A confidential memorandum, presented to College Board for approval in January and seen by The University Times, reveals College is buying the property in order to secure its use “for the foreseeable future”, amid concerns that a new owner might not renew College’s lease on a building it has spent €3 million fitting out.
But the report, delivered to Board by Director of Campus Infrastructure Mike Clark, recommends that College sell the building in five years, when staff in the building will have moved to Trinity’s Engineering, Environment and Emerging Technologies (E3) Institute.
The office building, currently owned on a 200-year leasehold by German newspaper mogul Dirk Ippen and real-estate investor William Nowlan, has for four years housed College departments displaced by the construction of Printing House Square.
Trinity has rented the property at an annual cost of €735,000 since 2016, according to the memorandum.
Two valuations of the property have valued it at €16 million.
In an email statement to The University Times, Trinity media relations officer Aoife Carr wrote: “We don’t comment on leaked documents.”
Trinity’s lease on the building expires on March 28th, 2021, the memorandum states, and “the priority in the first instance is to secure the use of the building for the foreseeable future”.
The proposal, which received Board approval, could also see Trinity decide to extend its lease by an extra 25 years if it needs it longer term. It could also opt to rent the property on the open market after five years.
If Trinity does opt to sell Stack B, the report says, “it is assumed that we will sell the building in five years’ time for the purchase price” of €16 million.
The memorandum describes the IFSC building as “a tradeable asset for the future and especially post completion of TTEC” – College’s Technology and Enterprise Campus. Its purchase, according to the report, was mooted in the College’s 2018 Estates Strategy.
Trinity will take out a five-year loan in order to finance the purchase, “with the intention to dispose of the building on completion of the TTEC E3 Research Institute”.
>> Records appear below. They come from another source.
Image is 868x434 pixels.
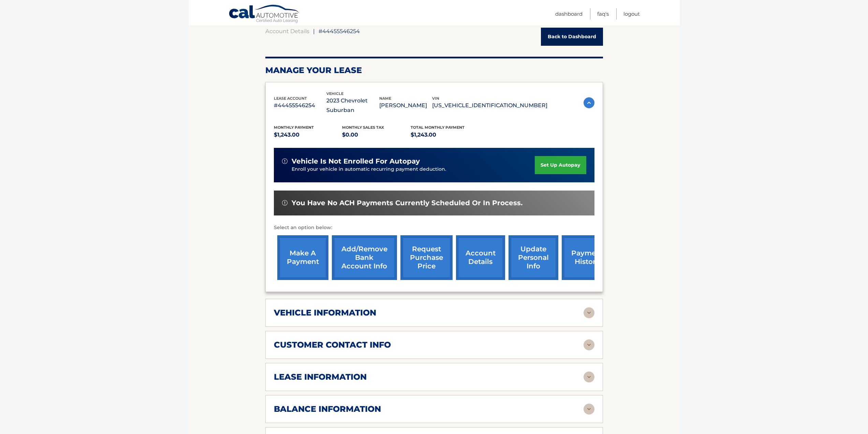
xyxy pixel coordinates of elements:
[411,130,479,140] p: $1,243.00
[332,235,397,280] a: Add/Remove bank account info
[291,157,420,166] span: vehicle is not enrolled for autopay
[282,200,288,205] img: alert-white.svg
[319,28,360,34] span: #44455546254
[274,100,327,110] p: #44455546254
[411,125,465,130] span: Total Monthly Payment
[379,100,432,110] p: [PERSON_NAME]
[342,125,384,130] span: Monthly sales Tax
[432,100,547,110] p: [US_VEHICLE_IDENTIFICATION_NUMBER]
[401,235,453,280] a: request purchase price
[265,28,309,34] a: Account Details
[562,235,613,280] a: payment history
[291,199,523,207] span: You have no ACH payments currently scheduled or in process.
[274,403,381,414] h2: balance information
[624,8,640,20] a: Logout
[584,403,594,414] img: accordion-rest.svg
[274,372,366,382] h2: lease information
[313,28,315,34] span: |
[274,308,376,318] h2: vehicle information
[379,96,391,100] span: name
[277,235,328,280] a: make a payment
[274,339,391,350] h2: customer contact info
[326,96,379,115] p: 2023 Chevrolet Suburban
[535,156,586,174] a: set up autopay
[274,224,594,232] p: Select an option below:
[432,96,439,100] span: vin
[584,371,594,383] img: accordion-rest.svg
[274,96,307,100] span: lease account
[584,307,594,318] img: accordion-rest.svg
[229,4,300,24] a: Cal Automotive
[342,130,411,140] p: $0.00
[584,97,594,108] img: accordion-active.svg
[282,158,288,164] img: alert-white.svg
[541,28,603,46] a: Back to Dashboard
[584,339,594,350] img: accordion-rest.svg
[265,65,603,76] h2: Manage Your Lease
[326,91,344,96] span: vehicle
[291,166,535,173] p: Enroll your vehicle in automatic recurring payment deduction.
[456,235,505,280] a: account details
[274,130,342,140] p: $1,243.00
[274,125,314,130] span: Monthly Payment
[509,235,558,280] a: update personal info
[598,8,609,20] a: FAQ's
[555,8,582,20] a: Dashboard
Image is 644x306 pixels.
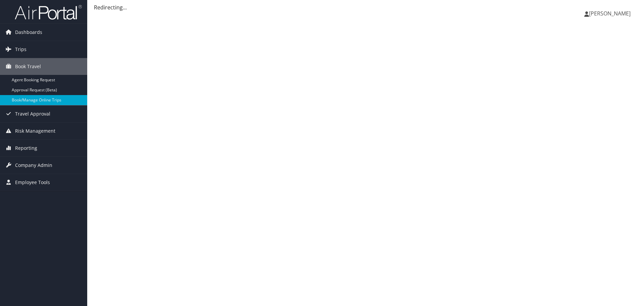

Trinity’s campus has undergone major developments in recent times, with many further changes in the pipeline.
The east end of the campus in particular is undergoing a dramatic transformation – the old biochemistry building, Robert’s Laboratory and the PC huts have now been demolished to make way for the E3 Institute.
Last month, The University Times reported that College had made dramatic cutbacks to spending plans for the project after a sharp decline in projected student income over the coming decades.
Confidential documents presented to Trinity’s College Board in November, obtained by The University Times, show major changes to the institute’s business plan, with projected costs down more than €55 million over a 30-year period.
The figures show a number of miscalculations in the previous business plan, approved by the College Board in February 2018, with an €85 million drop in expected student income – down from €659 million to €573 million.
They suggest Trinity significantly misjudged many aspects of a project that in 2018 received the largest philanthropic donation in the history of the state – a €25 million contribution from donor Martin Naughton.